All About Me: Powerful People Inspire Themselves

Matthew McConaughey
(Image credit: PAN Photo Agency | Shutterstock.com)

During his 2014 Oscar acceptance speech for best actor, Matthew McConaughey recalled that a woman asked him as a teenager, "Who's your hero?" He replied, "You know who it is? It's me in 10 years." McConaughey, one of Time Magazine's most influential people of 2014, described how he needed a role model for inspiration and motivation, and he found those in his future self.

A new study on how powerful people find inspiration shows that McConaughey is not alone.

"Powerful people draw inspiration from their own experiences, not from those of others," said Gerben van Kleef, the lead researcher of the study and a professor of social psychology at the University of Amsterdam in the Netherlands. "In contrast, people with less power are better able to draw inspiration from others." [The 10 Most Powerful Modern Women]

Powerful people are often bad listeners, but they tend to get excited when they talk about their own experiences, van Kleef said. He and his colleagues decided to find out why, and test whether powerful people — individuals who can influence others — are inspired by themselves.

Finding inspiration

The researchers conducted four experiments to determine where powerful people find inspiration. In each, between 82 and 239 undergraduate students at the University of Amsterdam and the University of California, Berkeley, answered surveys about how powerful they felt, rating themselves on questions such as, "I can get others to do what I want," and "I think I have a great deal of power."

In one experiment, students who felt more powerful reported they drew more inspiration from themselves than they did from others during typical conversations. In another, the students were paired up, and asked to share and then listen to an inspiring experience, rating how inspired they felt throughout the entire conversation.

The students who felt more powerful had higher baseline feelings of happiness, hopefulness, empowerment and pride than the less powerful students did. Furthermore, the more powerful students reported feeling more inspired by their own stories than by their partners' stories compared with less powerful people, the researchers found.

In another experiment, when asked to write either about themselves or about others, students who felt powerful were more inspired when they wrote about themselves compared with the less powerful students.

Inspirational me

It's unclear why powerful people draw more inspiration from themselves, but the researchers offered three theories.

"Powerful individuals have a tendency to inflate their own importance while depreciating others, and to prioritize themselves over others in social interactions," van Kleef told Live Science. "We thought that these tendencies might extend to the ways in which powerful people become inspired."

Powerful people also may see themselves as superior to others, he said. "We reasoned that powerful people would have a harder time appreciating the greatness of another person," van Kleef said.

Moreover, people often enjoy talking about themselves, but try not to overdo it because of social pressures. But powerful people are less susceptible to social pressures, which might make it easier for them "to publicly indulge in the greatness of their own experiences," van Kleef said. [5 Ways Your Emotions Influence Your World (and Vice Versa)]

The study may also indicate that the powerful people are, on average, somewhat more narcissistic than less powerful people are, he added. But it's a chicken-or-the-egg scenario.

"Narcissistic individuals may have a stronger desire to reach powerful positions, and people who hold powerful positions may over time adopt slightly more narcissistic tendencies," van Kleef said.

The study will help scientists draw a better picture of the powerful, said Kristin Laurin, an assistant professor of organizational behavior at the Stanford Graduate School of Business, who was not involved with the study.

Perhaps future research will explore how others react to powerful people, and whether they find the self-absorption offensive or maybe even a relief that they themselves don't have to talk that much, she said.

"In other words, when you are powerful, is it in fact to your benefit to focus on yourself as a source of inspiration?" Laurin said. "Or does it make you miss out on exciting opportunities?"

The study was published Feb. 3 in the journal Social Psychology & Personality Science.

Follow Laura Geggel on Twitter @LauraGeggel. Follow Live Science @livescience, Facebook & Google+. Original article on Live Science.

Laura Geggel
Editor

Laura is the archaeology and Life's Little Mysteries editor at Live Science. She also reports on general science, including paleontology. Her work has appeared in The New York Times, Scholastic, Popular Science and Spectrum, a site on autism research. She has won multiple awards from the Society of Professional Journalists and the Washington Newspaper Publishers Association for her reporting at a weekly newspaper near Seattle. Laura holds a bachelor's degree in English literature and psychology from Washington University in St. Louis and a master's degree in science writing from NYU.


Exercise requirements |
Count up the lines below where the word "entry" shows up, and respond with the number alone.

-*-

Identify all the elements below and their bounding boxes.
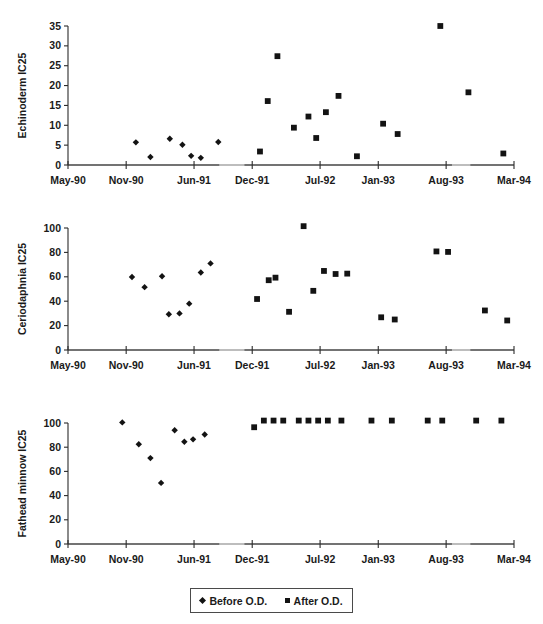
x-axis-tick-label: May-90 [50,174,86,186]
y-axis-tick-label: 100 [43,222,61,234]
y-axis-tick-label: 20 [49,79,61,91]
data-point-square [280,418,286,424]
y-axis-tick-label: 0 [55,159,61,171]
x-axis-tick-label: Jun-91 [177,174,211,186]
data-point-square [395,131,401,137]
data-point-diamond [141,284,147,290]
x-axis-tick-label: Nov-90 [109,174,144,186]
data-point-square [265,98,271,104]
data-point-square [425,418,431,424]
data-point-square [271,418,277,424]
data-point-square [473,418,479,424]
data-point-diamond [215,139,221,145]
x-axis-tick-label: Jun-91 [177,359,211,371]
data-point-square [251,424,257,430]
data-point-square [344,271,350,277]
y-axis-tick-label: 60 [49,270,61,282]
data-point-square [336,93,342,99]
chart-panel-ceriodaphnia: 020406080100May-90Nov-90Jun-91Dec-91Jul-… [0,195,543,391]
data-point-square [321,268,327,274]
data-point-diamond [179,142,185,148]
data-point-diamond [186,300,192,306]
data-point-square [482,308,488,314]
figure-root: 05101520253035May-90Nov-90Jun-91Dec-91Ju… [0,0,543,624]
x-axis-tick-label: Jan-93 [362,553,395,565]
x-axis-tick-label: Jul-92 [305,174,336,186]
x-axis-tick-label: Jan-93 [362,174,395,186]
legend-entry-after: After O.D. [285,594,343,607]
data-point-diamond [188,153,194,159]
y-axis-tick-label: 20 [49,513,61,525]
data-point-square [437,23,443,29]
data-point-square [333,271,339,277]
y-axis-tick-label: 100 [43,417,61,429]
x-axis-tick-label: Nov-90 [109,359,144,371]
data-point-diamond [176,310,182,316]
data-point-square [504,318,510,324]
x-axis-tick-label: Jul-92 [305,553,336,565]
data-point-diamond [166,311,172,317]
data-point-diamond [147,455,153,461]
data-point-square [498,418,504,424]
data-point-square [378,314,384,320]
y-axis-tick-label: 10 [49,119,61,131]
data-point-square [389,418,395,424]
x-axis-tick-label: Nov-90 [109,553,144,565]
data-point-diamond [181,439,187,445]
data-point-square [286,309,292,315]
data-point-square [369,418,375,424]
y-axis-tick-label: 40 [49,489,61,501]
data-point-square [380,121,386,127]
x-axis-tick-label: Jun-91 [177,553,211,565]
y-axis-tick-label: 80 [49,441,61,453]
data-point-diamond [119,419,125,425]
data-point-square [323,109,329,115]
scatter-plot-echinoderm: 05101520253035May-90Nov-90Jun-91Dec-91Ju… [0,0,543,195]
legend-container: Before O.D. After O.D. [190,588,352,613]
scatter-plot-fathead-minnow: 020406080100May-90Nov-90Jun-91Dec-91Jul-… [0,391,543,576]
data-point-square [434,249,440,255]
data-point-square [500,151,506,157]
data-point-square [273,275,279,281]
data-point-diamond [133,139,139,145]
y-axis-tick-label: 60 [49,465,61,477]
x-axis-tick-label: Mar-94 [497,359,531,371]
scatter-plot-ceriodaphnia: 020406080100May-90Nov-90Jun-91Dec-91Jul-… [0,195,543,391]
data-point-square [439,418,445,424]
x-axis-tick-label: Jan-93 [362,359,395,371]
y-axis-tick-label: 20 [49,319,61,331]
x-axis-tick-label: Mar-94 [497,553,531,565]
data-point-square [254,296,260,302]
data-point-square [306,418,312,424]
x-axis-tick-label: Dec-91 [235,553,270,565]
chart-panel-fathead-minnow: 020406080100May-90Nov-90Jun-91Dec-91Jul-… [0,391,543,576]
x-axis-tick-label: May-90 [50,553,86,565]
data-point-diamond [129,274,135,280]
data-point-diamond [147,154,153,160]
series-before-od [129,260,214,317]
x-axis-tick-label: Jul-92 [305,359,336,371]
data-point-diamond [167,136,173,142]
x-axis-tick-label: Aug-93 [428,174,464,186]
data-point-diamond [159,273,165,279]
y-axis-tick-label: 35 [49,20,61,32]
data-point-square [313,135,319,141]
y-axis-tick-label: 25 [49,59,61,71]
legend: Before O.D. After O.D. [0,588,543,613]
data-point-square [306,114,312,120]
data-point-diamond [136,441,142,447]
y-axis-tick-label: 40 [49,295,61,307]
data-point-diamond [190,436,196,442]
legend-entry-before: Before O.D. [200,594,267,607]
data-point-diamond [198,269,204,275]
data-point-square [315,418,321,424]
data-point-square [445,249,451,255]
data-point-square [466,89,472,95]
data-point-square [275,53,281,59]
data-point-square [325,418,331,424]
data-point-square [339,418,345,424]
x-axis-tick-label: Dec-91 [235,359,270,371]
data-point-square [392,317,398,323]
data-point-diamond [158,480,164,486]
y-axis-tick-label: 0 [55,344,61,356]
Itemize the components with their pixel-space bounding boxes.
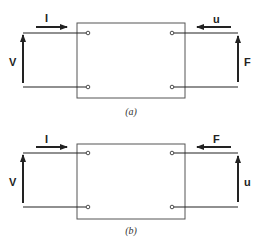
two-port-box — [77, 144, 185, 219]
panel-b: I V F u (b) — [9, 133, 251, 237]
left-flow-label: I — [45, 12, 48, 24]
right-effort-label: u — [244, 176, 251, 188]
terminal-icon — [86, 205, 90, 209]
terminal-icon — [86, 85, 90, 89]
right-flow-label: F — [213, 133, 220, 145]
terminal-icon — [170, 85, 174, 89]
terminal-icon — [86, 151, 90, 155]
caption-a: (a) — [125, 106, 137, 118]
caption-b: (b) — [125, 225, 137, 237]
left-flow-label: I — [45, 133, 48, 145]
two-port-box — [77, 23, 185, 98]
panel-a: I V u F (a) — [9, 12, 251, 118]
left-effort-label: V — [9, 56, 17, 68]
right-flow-label: u — [213, 13, 220, 25]
terminal-icon — [170, 205, 174, 209]
terminal-icon — [170, 31, 174, 35]
left-effort-label: V — [9, 176, 17, 188]
terminal-icon — [170, 151, 174, 155]
terminal-icon — [86, 31, 90, 35]
right-effort-label: F — [244, 56, 251, 68]
two-port-diagram: I V u F (a) I V F u (b) — [0, 0, 262, 237]
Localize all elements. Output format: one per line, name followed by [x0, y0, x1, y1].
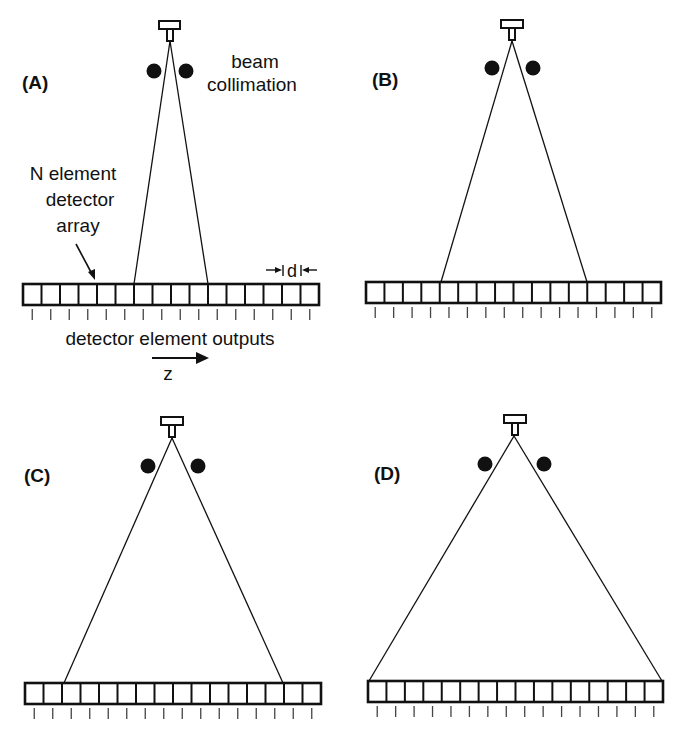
- detector-output-leads: [375, 307, 652, 318]
- panel-d: (D): [368, 415, 663, 717]
- panel-c: (C): [24, 417, 321, 719]
- z-axis-label: z: [163, 363, 173, 384]
- z-direction-arrow: [152, 352, 209, 364]
- detector-output-leads: [34, 708, 312, 719]
- collimation-label-line2: collimation: [207, 74, 297, 95]
- collimator-jaws: [485, 61, 541, 76]
- array-pointer-arrow: [76, 244, 95, 280]
- array-label-line3: array: [56, 215, 100, 236]
- panel-label-b: (B): [372, 69, 398, 90]
- panel-label-a: (A): [22, 72, 48, 93]
- xray-source-icon: [159, 21, 180, 41]
- collimator-left-icon: [141, 459, 156, 474]
- collimator-left-icon: [478, 457, 493, 472]
- xray-beam-fan: [369, 436, 662, 681]
- array-label-line1: N element: [30, 163, 117, 184]
- collimator-right-icon: [537, 457, 552, 472]
- xray-beam-fan: [64, 438, 283, 683]
- collimator-left-icon: [147, 64, 162, 79]
- beam-label-line1: beam: [231, 51, 279, 72]
- collimator-left-icon: [485, 61, 500, 76]
- xray-source-icon: [504, 415, 526, 435]
- collimator-right-icon: [526, 61, 541, 76]
- collimator-jaws: [141, 459, 206, 474]
- detector-output-leads: [377, 706, 654, 717]
- collimator-jaws: [147, 64, 194, 79]
- collimator-right-icon: [191, 459, 206, 474]
- array-label-line2: detector: [46, 189, 115, 210]
- xray-source-icon: [161, 417, 183, 437]
- outputs-label: detector element outputs: [65, 328, 274, 349]
- panel-b: (B): [366, 20, 661, 318]
- ct-detector-diagram: (A)(B)(C)(D) beam collimation N element …: [0, 0, 678, 731]
- xray-source-icon: [501, 20, 523, 40]
- collimator-jaws: [478, 457, 552, 472]
- detector-array: [25, 683, 321, 704]
- pitch-label: d: [287, 261, 297, 281]
- collimator-right-icon: [179, 64, 194, 79]
- detector-array: [368, 681, 663, 702]
- detector-array: [23, 284, 319, 305]
- detector-output-leads: [32, 309, 310, 320]
- panels: (A)(B)(C)(D): [22, 20, 663, 719]
- detector-array: [366, 282, 661, 303]
- xray-beam-fan: [441, 41, 587, 282]
- panel-label-c: (C): [24, 465, 50, 486]
- panel-label-d: (D): [374, 463, 400, 484]
- xray-beam-fan: [134, 41, 208, 284]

-*-

Reply to the task |
2